I attempted to rebase this PR but found that it isn't sufficient due to overlaps, as nftables does not automatically merge overlapping ranges for you. So this would lead to errors when creating overlapping decisions in CrowdSec. The auto-merge feature in nftables may be able to merge elements "gracefully", but it complicates later deletions of specific rules, and still wouldn't work well with timeouts. Additionally, I couldn't get it to work with the Go nftables library (might be a bug or a skill issue on my part).

Currently, the implementation on master handles IP conflicts (i.e. overlaps) in a simplistic and incorrect manner: the first decision added to the set takes precedence. This approach is problematic because:

  • Decisions may have different durations; ideally, we should apply the longest duration from conflicting decisions.
  • If either decision is deleted (either due to expiration or manual removal), we should retain the rule in nftables and update the timeout to reflect the new maximum value.

To easily reproduce this bug in the current master, you can add two decisions with the same IP but different durations:

$ cscli decision delete --ip 10.1.2.42 --duration 1m
$ sleep 10
$ cscli decision delete --ip 10.1.2.42 --duration 1h

The bouncer will add the first IP to the set, then refuse to add it a second time (because it detects it's already applied in the set). Then the element will either be deleted when crowdsec notifies of the expiration of the first decision, or when nftables expires it automatically. At this point 10.1.2.42 is still banned in crowdsec, but the bouncer incorrectly removed the decision from the firewall.

(I suspect that iptables and potentially other implementations from this bouncer have similar issues.)

While this issue may seem minor with individual IPs, it starts to collapse with ranges. For example, having a decision for "10.1.2.0/24" alongside "10.1.2.42/32" doesn't seem completely unreasonable or "edge-case"-y. You don't want errors in such case, and you certainly don't want to ban only one IP when you also banned a whole range, or expire an IP when its whole range is not unbanned yet. So we somehow need to maintain a reflection of CrowdSec's state, and recalculate a non-overlapping set of rules accordingly for nftables.

Another concern with the current nftables implementation (that is remotely related to this issue) is its race condition when deleting decisions.
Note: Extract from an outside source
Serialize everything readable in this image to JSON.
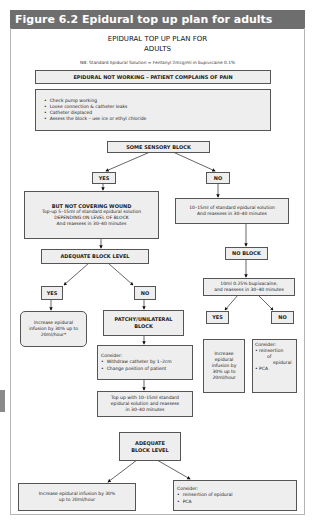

It first updates a local "ban state" from the nftables set, and then deletes the element only if it exists in this state. If the rule expires between these two operations, an error will occur. This can't be resolved by simply checking for errors.Is(err, fs.ErrNotExist) when deleting because the error only happens at Flush time. So you don't actually know which element is causing the error.


TL;DR: I believe the proper way to implement ranges is to maintain a local state of all current decisions in CrowdSec (including overlapping ones). When adding or removing a decision, we should compute a diff of changes to apply to nftables, ensuring we keep only the highest timeout values and fix any overlap. However, this diff may not always apply correctly due to race conditions on expirations, so we need a strategy to manage such inconsistencies (though at this point, flushing the entire set and recreating it from scratch may be the simplest solution, as this situation shouldn't occur frequently anyway).

I might take a shot at implementing this because it seems interesting, but I'm concerned that the added complexity may prevent it from being accepted.